Anyone who has ever been involved in a legal process must have heard about judicial deposits. Basically, these deposits are made up of money from people who are disputing an issue in a case and who, to avoid fines and other penalties, deposit it in a bank account in the care of the judge responsible for the case. It serves as a guarantee: the money is blocked until the final decision, when it is released to whoever won the case.
With more than 76 million people in the country, the accumulated values are immense. At the São Paulo Court of Justice (TJ-SP), the largest in the country alone, the stock of judicial deposits reached .
As deposits sit idle for months or years, they earn significant interest. The court chooses a bank to centralize and manage these resources. In exchange for exclusivity over a billion-dollar volume, the bank pays the court a periodic remuneration. In the case of TJ-SP, the contract with . How much each court receives, by which bank, under what conditions and what it uses this money for are questions that citizens do not have an easy answer for today.
The lack of advertising standards is not just a problem for society; It is a problem for the institutional governance of the courts themselves. In January of this year, Metrópoles reported that the judges of the Maranhão Court of Justice discovered that the president of the court had unilaterally transferred R$2.8 billion in judicial deposits from Banco do Brasil to Banco de Brasília (), an institution that was then in the sights of the Federal Police on suspicion of involvement with Banco Master. The decision had not been submitted to the collegiate and ended in a debate.
Another transparency problem concerns the so-called special funds, made up of resources arising from fees charged by the Judiciary and, in some cases, . As it is outside the regular budget, it has more spending flexibility and is used to pay for everything from computers to household items.
Access to information about these funds is a little better, but still far from adequate. With some difficulty, it was possible to identify the following amounts collected in 2025: TJ-SP registered R$8.4 billion; the Court of Justice of Minas Gerais (TJ-MG), R$4.2 billion; the Court of Justice of Rio Grande do Sul (TJ-RS), R$ 2.2 billion; the Court of Justice of Paraná (TJ-PR), R$889 million. We did not find equivalent data from the Court of Justice of (TJ-RJ).
To gather information from just five courts, it was necessary to mine data published in completely different locations and formats on each portal. For a citizen, seeking this type of information, in practice, is unfeasible.
Recently, the National Council of Justice () under the rapporteurship of minister Edson Fachin, who is also president of the Federal Supreme Court, created a centralized system for consulting personnel expenses.
Along the same path, the creation of a unified portal for bank deposit management contracts, the volume of interest generated by the court, the revenues from special funds and the detailed destination of these resources, in standardized and accessible language, would represent a significant advance in the transparency of the Justice system.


Problem to solve: The copy has to match the records word for word and include no pictures.

Pixel coordinate grounding data
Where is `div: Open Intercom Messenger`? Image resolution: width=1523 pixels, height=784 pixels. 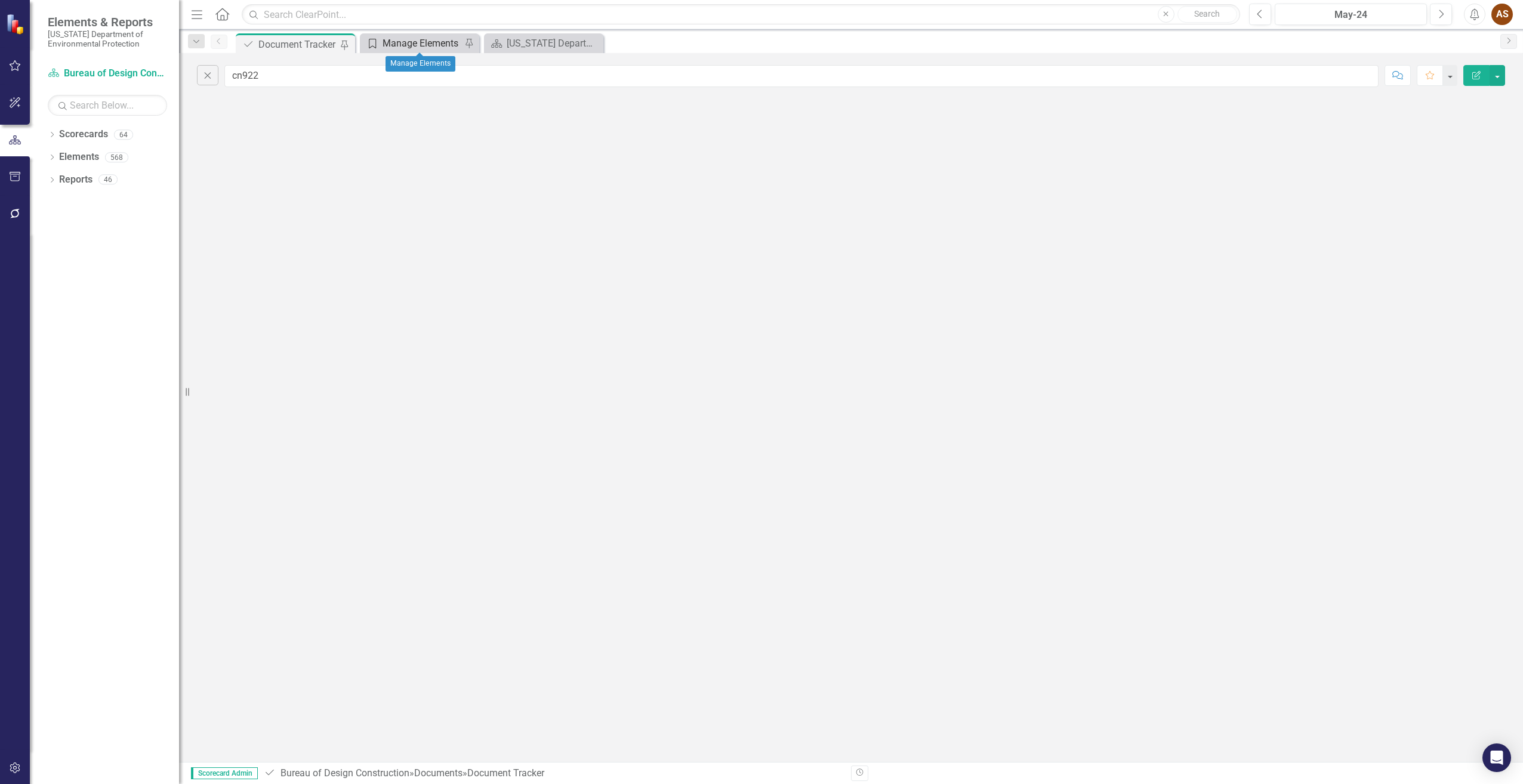
div: Open Intercom Messenger is located at coordinates (1496, 758).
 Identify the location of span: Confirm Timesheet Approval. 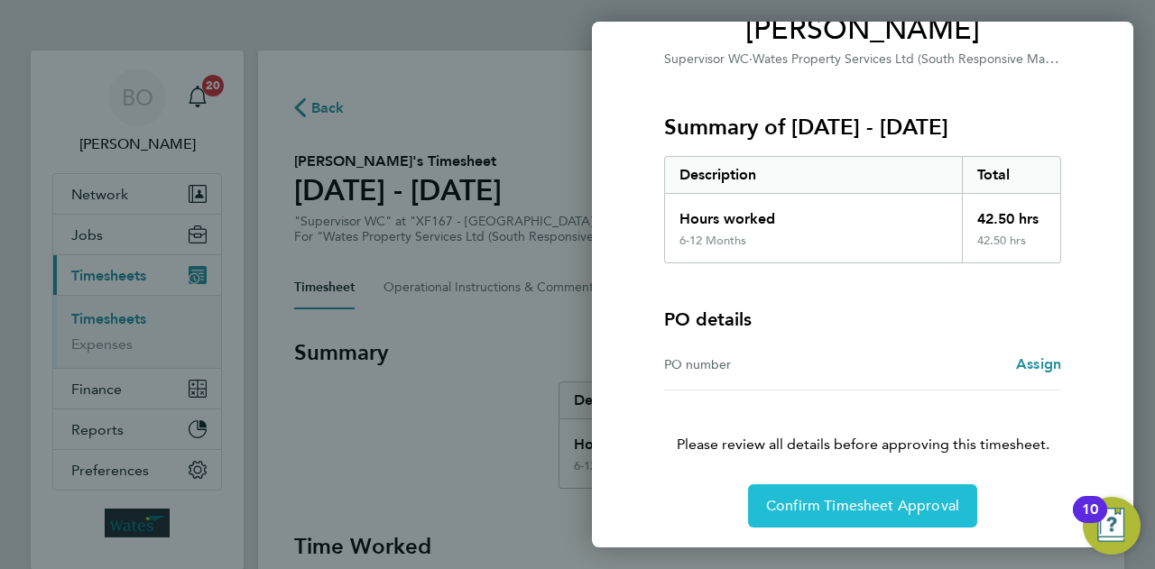
(862, 506).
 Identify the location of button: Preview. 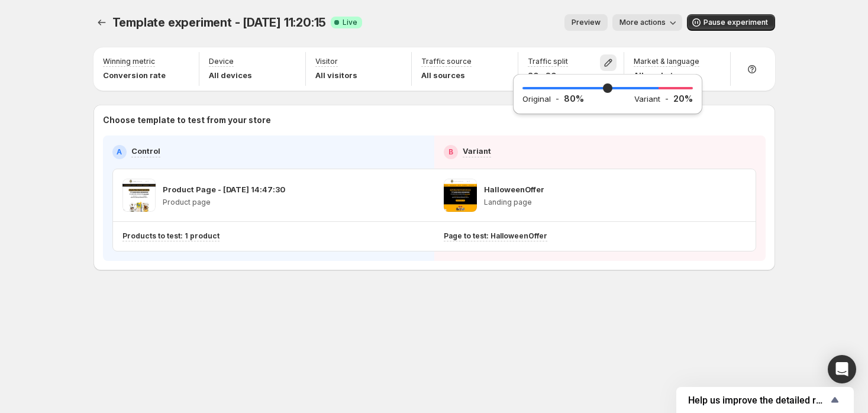
(586, 22).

The completed task:
Where is `div: Open Intercom Messenger`? Image resolution: width=1523 pixels, height=784 pixels. 
div: Open Intercom Messenger is located at coordinates (1496, 758).
 Identify the location of span: Confirm Timesheet Approval. 
(862, 506).
 Identify the location of button: Preview. 
(586, 22).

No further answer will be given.